Despite protests, President Bush, who likes to borrow the imagery and ethos of the American cowboy (and whom Burns once praised as having "earned his spurs"), signed the rider into law, capping a series of policy moves at the Bureau of Land Management (B.L.M.), the government agency in charge of managing the horses, that have sought to diminish the protected status of these "living symbols of the historic and pioneer spirit of the West," as the 1971 law called them.
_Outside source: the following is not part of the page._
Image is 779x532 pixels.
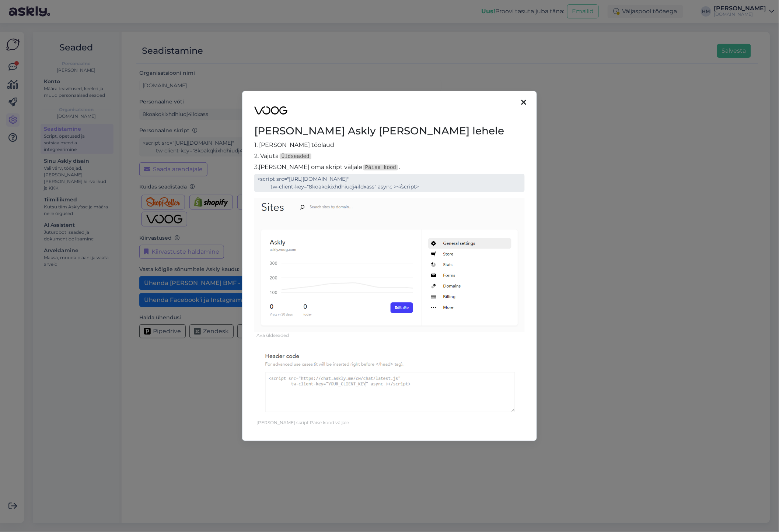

The rider caused such anger that in May 2005 the House of Representatives overwhelmingly passed a bipartisan bill to restore the original intent of the 1971 law. A similar amendment in the Senate had to make one stop before its confirmation vote: the appropriations subcommittee for the Department of the Interior, which has jurisdiction over all federal lands and the National Park Service. Burns is chairman of that committee. Proving again that one man can make a difference, he blocked the amendment from going to vote.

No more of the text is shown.